One of my favorite sections in The Together Teammate is around Closing Loops. Closing Loops is important for to-dos to be closed to finality, to ensure others know the status of tasks, and to avoid duplicate work.
I was thinking about this in the context of Ticketmaster. Stay with me here, but sometime in early 2025, I got into the pre-sale Ticketmaster waiting room and excitedly purchased three tickets to see comedian John Mulaney in December of 2025–for Dr. Together, Together Tech Exec, and myself. For some inane reason, I have two separate Ticketmaster accounts (and I also have StubHub and SeatGeek accounts!), which inevitably leads to a whole kerfuffle: Where did I put the tickets? Did a third party send them to me in yet another app? Did I save them to Apple Wallet? Had I shared them with Dr. Together? And so on. After several previous occasions of hunting frantically for tickets before an event, I vowed to Close the Loop like never before.
Upon purchase of the tickets, I immediately entered the show date into our family Google calendar (per usual), BUT I took it one step further to Close the Loop WITH A BOW.

Check out that second appointment and the parenthetical “Tickets in Maia’s Apple Wallet.” Because these are tickets that happened to land upon purchase, I added to my calendar where I had put them – no last-minute frantic hunting for me that week!
So, this got me thinking about how we can all Close the Loops Tightly in work and life – to take the extra step to release the mental load because the bow is tied tightly. This is a powerful step in your own system (like my Ticketmaster story) but becomes a super-power when working with others. A few examples came to mind:
- When you send an inquiry or request to someone, do you have a system to follow-up if it is not returned? Just because you request it of someone else, you are still responsible for Closing the Loop. Some people cc: themselves, set task or calendar reminders, or have a delayed send ready to go.
- When you are handling a task, do you include a step to update the other parties as needed? I know when I assign a task, it lives somewhere in the back of my brain and takes some mental load. But if there is a regular agenda item to receive a status update, that ensures the Closed Loop.
- When you promise someone an update—even if the answer is “nothing changed” —do you actually send it? For example, if you tell your boss, “I’ll circle back once I hear from Legal,” the loop isn’t closed when Legal responds; it’s closed when you proactively follow up and say, “I heard back from Legal—no issues, moving forward as planned,” or “Still waiting, next check-in is Friday.”
- When things change, do you close a loop before opening a new one? What I mean by this is saying aloud, “Path A is officially closed as we have decided it is not viable. Let’s pursue Plan B.” Sometimes ideas can linger that others thought would be pursued, so we must take the time to formally communicate the shift in plans.
To me, Closing the Loop is not about being rigid. It is taking the extra step to define clarity, ownership, and finality – helping us all reduce the mental load of wondering, hunting, or waiting.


**Task details**
Search the data for the word "Double" and copy every line where it occurs.

App and web page records:

......

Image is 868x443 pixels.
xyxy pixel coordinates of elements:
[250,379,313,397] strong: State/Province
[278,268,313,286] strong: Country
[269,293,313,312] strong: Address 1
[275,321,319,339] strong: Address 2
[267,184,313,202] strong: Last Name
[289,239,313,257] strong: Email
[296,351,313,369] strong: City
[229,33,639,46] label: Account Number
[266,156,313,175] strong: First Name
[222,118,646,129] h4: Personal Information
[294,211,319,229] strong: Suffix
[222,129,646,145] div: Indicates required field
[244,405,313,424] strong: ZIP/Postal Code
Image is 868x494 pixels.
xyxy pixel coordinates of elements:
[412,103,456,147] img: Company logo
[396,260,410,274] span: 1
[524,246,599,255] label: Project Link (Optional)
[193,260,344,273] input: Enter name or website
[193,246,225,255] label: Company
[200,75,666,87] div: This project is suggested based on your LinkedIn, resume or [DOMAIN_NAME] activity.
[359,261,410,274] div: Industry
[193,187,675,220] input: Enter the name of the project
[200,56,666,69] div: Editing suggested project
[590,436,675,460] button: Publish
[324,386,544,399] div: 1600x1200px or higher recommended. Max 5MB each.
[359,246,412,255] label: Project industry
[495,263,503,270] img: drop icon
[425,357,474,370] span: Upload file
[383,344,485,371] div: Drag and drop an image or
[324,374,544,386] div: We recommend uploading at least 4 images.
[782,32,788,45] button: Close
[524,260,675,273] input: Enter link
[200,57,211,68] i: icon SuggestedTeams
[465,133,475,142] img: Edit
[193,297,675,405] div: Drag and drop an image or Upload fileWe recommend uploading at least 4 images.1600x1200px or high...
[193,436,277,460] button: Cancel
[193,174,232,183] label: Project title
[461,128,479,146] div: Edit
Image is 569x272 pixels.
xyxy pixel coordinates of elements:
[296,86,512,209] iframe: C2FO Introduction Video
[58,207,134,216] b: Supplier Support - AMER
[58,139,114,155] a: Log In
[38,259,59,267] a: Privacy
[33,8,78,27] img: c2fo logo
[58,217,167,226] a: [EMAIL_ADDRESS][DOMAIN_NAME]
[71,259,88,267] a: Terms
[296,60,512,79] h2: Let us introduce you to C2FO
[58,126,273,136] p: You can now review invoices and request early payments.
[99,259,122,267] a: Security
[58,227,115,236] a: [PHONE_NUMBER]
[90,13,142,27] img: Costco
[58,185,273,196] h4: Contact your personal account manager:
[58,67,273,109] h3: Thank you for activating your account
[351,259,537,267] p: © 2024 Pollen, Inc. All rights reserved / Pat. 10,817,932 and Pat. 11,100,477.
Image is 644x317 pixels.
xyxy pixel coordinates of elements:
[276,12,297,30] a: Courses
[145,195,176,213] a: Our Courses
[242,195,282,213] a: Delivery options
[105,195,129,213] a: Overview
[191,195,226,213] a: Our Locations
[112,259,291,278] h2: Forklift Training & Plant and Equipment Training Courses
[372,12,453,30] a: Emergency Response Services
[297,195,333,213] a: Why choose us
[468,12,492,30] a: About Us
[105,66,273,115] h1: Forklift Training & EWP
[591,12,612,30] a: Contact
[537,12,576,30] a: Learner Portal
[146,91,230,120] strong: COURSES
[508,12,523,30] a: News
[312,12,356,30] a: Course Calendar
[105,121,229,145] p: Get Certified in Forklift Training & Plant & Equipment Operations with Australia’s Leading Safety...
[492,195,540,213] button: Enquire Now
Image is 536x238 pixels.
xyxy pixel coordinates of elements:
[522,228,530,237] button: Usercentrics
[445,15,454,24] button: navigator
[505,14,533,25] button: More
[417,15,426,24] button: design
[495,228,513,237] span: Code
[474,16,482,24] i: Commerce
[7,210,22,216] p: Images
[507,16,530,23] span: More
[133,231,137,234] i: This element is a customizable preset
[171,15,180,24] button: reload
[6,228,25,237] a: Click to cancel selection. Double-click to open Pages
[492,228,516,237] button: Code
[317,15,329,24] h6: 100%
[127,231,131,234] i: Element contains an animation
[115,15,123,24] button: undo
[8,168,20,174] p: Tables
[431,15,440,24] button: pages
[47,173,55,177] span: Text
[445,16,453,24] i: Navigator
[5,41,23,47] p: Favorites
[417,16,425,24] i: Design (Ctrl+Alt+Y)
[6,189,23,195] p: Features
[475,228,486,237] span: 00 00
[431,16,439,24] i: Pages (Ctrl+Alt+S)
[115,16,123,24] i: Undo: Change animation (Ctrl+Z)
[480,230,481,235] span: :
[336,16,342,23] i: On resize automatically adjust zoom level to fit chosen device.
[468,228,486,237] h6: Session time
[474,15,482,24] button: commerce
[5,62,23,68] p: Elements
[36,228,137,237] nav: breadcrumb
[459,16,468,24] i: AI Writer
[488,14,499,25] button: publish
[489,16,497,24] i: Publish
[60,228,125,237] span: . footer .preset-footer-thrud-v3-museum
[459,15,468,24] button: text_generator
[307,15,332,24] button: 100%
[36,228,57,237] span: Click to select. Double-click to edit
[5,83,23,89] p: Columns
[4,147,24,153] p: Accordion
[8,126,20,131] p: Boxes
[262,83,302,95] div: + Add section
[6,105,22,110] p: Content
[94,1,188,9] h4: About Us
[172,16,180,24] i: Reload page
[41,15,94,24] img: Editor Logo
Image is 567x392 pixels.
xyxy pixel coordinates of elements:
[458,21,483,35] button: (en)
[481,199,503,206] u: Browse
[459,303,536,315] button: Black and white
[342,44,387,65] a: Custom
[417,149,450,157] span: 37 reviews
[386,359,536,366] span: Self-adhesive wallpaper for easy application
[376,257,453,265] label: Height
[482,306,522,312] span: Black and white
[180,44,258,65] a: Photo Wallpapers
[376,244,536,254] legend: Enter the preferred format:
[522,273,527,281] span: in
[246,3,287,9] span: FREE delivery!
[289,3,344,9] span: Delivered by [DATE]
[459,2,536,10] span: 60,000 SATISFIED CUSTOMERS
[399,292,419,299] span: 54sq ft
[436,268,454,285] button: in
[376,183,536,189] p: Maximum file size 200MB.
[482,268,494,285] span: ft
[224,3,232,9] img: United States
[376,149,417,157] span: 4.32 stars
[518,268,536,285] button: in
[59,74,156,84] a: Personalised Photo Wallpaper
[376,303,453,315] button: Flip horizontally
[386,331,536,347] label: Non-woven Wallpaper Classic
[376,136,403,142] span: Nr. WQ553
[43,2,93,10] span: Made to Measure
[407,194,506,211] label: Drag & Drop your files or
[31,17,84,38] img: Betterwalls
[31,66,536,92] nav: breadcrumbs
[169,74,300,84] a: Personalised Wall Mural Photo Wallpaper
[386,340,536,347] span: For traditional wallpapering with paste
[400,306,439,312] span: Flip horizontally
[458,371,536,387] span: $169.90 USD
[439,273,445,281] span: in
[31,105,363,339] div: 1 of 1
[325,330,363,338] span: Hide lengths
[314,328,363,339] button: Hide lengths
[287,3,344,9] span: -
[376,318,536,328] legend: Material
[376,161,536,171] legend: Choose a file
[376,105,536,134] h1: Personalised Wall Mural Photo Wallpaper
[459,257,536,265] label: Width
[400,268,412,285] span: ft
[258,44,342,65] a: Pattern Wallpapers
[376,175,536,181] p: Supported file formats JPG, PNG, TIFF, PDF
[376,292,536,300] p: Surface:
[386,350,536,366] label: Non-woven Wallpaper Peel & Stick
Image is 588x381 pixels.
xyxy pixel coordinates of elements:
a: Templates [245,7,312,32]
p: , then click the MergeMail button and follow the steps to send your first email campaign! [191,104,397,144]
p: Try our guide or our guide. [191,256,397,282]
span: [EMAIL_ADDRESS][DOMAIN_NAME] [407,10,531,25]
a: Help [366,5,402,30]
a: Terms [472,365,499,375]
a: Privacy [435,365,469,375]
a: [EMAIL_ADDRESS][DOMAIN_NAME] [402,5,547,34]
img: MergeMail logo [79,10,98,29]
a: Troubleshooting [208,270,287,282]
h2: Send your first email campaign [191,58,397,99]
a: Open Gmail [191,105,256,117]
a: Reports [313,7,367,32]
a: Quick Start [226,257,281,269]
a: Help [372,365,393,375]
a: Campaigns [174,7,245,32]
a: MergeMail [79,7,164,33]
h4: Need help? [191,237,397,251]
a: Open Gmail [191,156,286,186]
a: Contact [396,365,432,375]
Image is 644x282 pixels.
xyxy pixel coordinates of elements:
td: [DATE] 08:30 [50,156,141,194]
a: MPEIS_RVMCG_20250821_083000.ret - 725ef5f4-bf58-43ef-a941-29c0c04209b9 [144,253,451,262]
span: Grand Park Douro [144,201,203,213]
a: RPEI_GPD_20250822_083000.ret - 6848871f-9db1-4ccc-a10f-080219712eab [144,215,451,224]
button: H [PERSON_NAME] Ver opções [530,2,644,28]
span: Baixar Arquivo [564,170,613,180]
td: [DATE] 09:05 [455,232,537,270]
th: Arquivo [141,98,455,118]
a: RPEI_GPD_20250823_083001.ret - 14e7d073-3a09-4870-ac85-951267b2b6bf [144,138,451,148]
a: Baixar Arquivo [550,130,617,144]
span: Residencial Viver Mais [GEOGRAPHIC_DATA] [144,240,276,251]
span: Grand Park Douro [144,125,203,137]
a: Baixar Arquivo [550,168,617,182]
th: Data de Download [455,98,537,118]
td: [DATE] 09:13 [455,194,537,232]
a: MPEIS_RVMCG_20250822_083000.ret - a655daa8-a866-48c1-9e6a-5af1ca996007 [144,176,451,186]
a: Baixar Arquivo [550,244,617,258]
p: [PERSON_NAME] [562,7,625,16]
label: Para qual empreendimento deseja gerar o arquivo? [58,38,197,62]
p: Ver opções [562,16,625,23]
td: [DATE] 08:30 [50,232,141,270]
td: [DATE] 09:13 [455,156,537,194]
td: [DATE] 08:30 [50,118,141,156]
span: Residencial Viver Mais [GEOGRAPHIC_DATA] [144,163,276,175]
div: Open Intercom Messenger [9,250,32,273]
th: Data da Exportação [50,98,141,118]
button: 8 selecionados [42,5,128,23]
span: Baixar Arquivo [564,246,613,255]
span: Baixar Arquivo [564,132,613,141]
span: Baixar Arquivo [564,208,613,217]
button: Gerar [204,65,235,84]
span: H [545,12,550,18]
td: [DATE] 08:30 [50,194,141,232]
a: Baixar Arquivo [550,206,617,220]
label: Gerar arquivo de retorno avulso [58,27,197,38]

......

**Answer**
[6,228,25,237] a: Click to cancel selection. Double-click to open Pages
[36,228,57,237] span: Click to select. Double-click to edit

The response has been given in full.